International donors are responding adequately to the food crisis in Somalia but are falling far short of supplying required amounts of aid in South Sudan, a United Nations humanitarian aid director has said.
“The needs are escalating, but the response is currently keeping pace with those needs,” UN official John Ging told reporters Tuesday at a briefing on his recent monitoring visit to the towns of Baidoa and Kismayo in Somalia.
The UN has appealed for $825 million to help stave off famine in Somalia and has so far received $558 million in donations, Mr Ging said.
That nearly 70 per cent response rate is “quite unprecedented,” he noted.
SOMALI DIASPORA
Of even greater significance, Mr Ging added, is the $1.2 billion in remittances that Somalis living abroad send annually to their families.
In South Sudan, by contrast, a $1.6 billion UN appeal is only 27 percent funded, Mr Ging said. The $438 million contributed to date is “insufficient to keep pace” with hunger in a country where 100,000 people are living in officially declared famine zones.
Another one million South Sudanese are in danger of experiencing famine, Mr Ging emphasised.
A team of UN officials, including Mr Ging, recently visited the towns of Wau and Mayendit in South Sudan.
Asked to explain the difference in donors’ response, he said the South Sudan government has not fulfilled its stated commitment to making dangerous parts of the country accessible to aid providers.
“We see a gap between statements of the government — comments made by the president and others — and actions on the ground,” Mr Ging declared
HOSTILITY
Violence has claimed the lives of 82 aid workers since the start of South Sudan’s civil war in 2013, he noted. Nine employees of humanitarian organisations have been killed in just the past month, Mr Ging added.
In Somalia, on the other hand, the recently installed government headed by President Mohamed Abdullahi Farmajo is engaged in “a very strong partnership with international organisations,” he said.
In addition, Mr Ging continued, the UN and donor countries are determined to prevent a recurrence of the 2011 famine in Somalia that claimed an estimated 260,000 lives. “We were collectively seen as not responding quickly enough” to that emergency, he said.
Compared with the situation in 2011, Mr Ging added, aid workers today enjoy greater access to parts of Somalia controlled by Al-Shabaab.
He warned, however, that Somalia is experiencing a “very fast-moving crisis” with a rising peril of famine. More than six million Somalis are in need of humanitarian assistance, Mr Ging said, noting that 571,000 people have been displaced from their homes in the past six months due to drought-caused food shortages.
Somalia is also grappling with outbreaks of cholera and measles, he said.
“This crisis is going to continue to grow, Mr Ging predicted. A failure of the upcoming rainy season in Somalia will make dire circumstances worse, he said, warning, “People have exhausted their coping mechanisms.”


:: Task requirements ::
Restate word for word each line from the one containing "The width and" through the end of the material, and nothing more. Drop every picture.

:: Data to use ::
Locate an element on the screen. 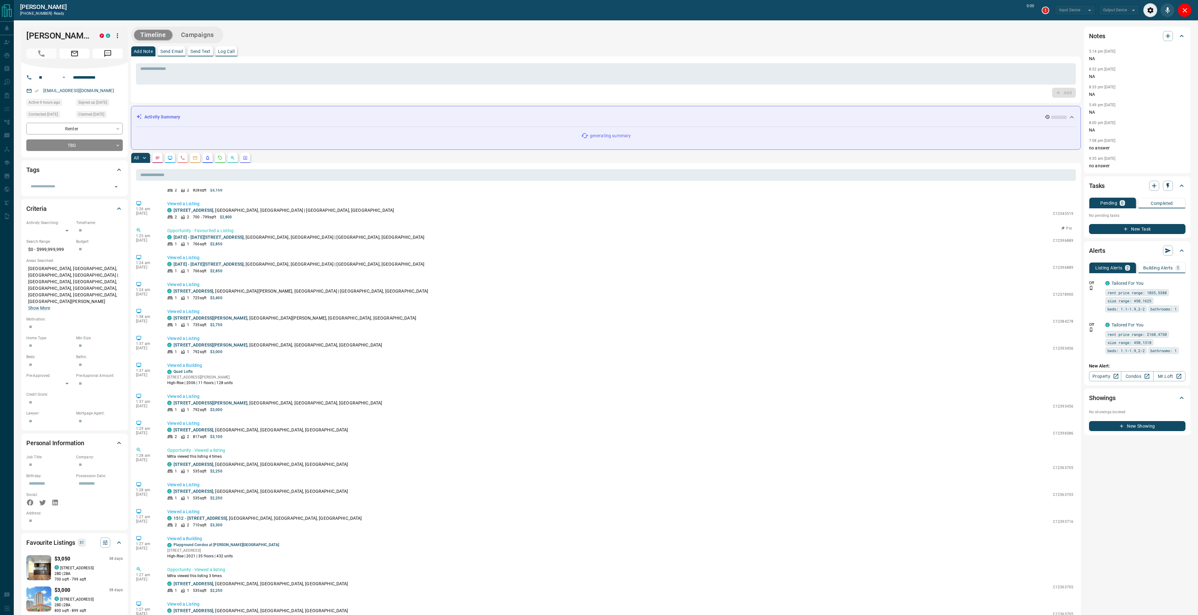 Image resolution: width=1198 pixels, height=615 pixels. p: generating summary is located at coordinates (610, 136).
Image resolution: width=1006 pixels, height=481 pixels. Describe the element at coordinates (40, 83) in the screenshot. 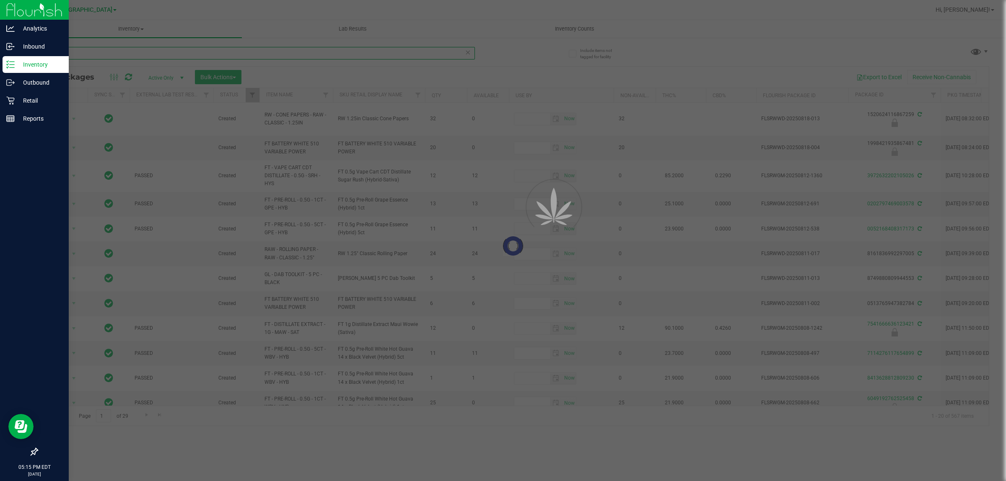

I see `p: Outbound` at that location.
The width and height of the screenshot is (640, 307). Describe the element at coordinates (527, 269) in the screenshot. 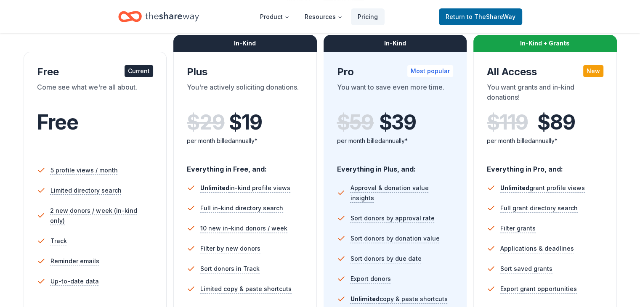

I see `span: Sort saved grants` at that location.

:: Your solution ::
The width and height of the screenshot is (640, 307). Describe the element at coordinates (527, 269) in the screenshot. 

I see `span: Sort saved grants` at that location.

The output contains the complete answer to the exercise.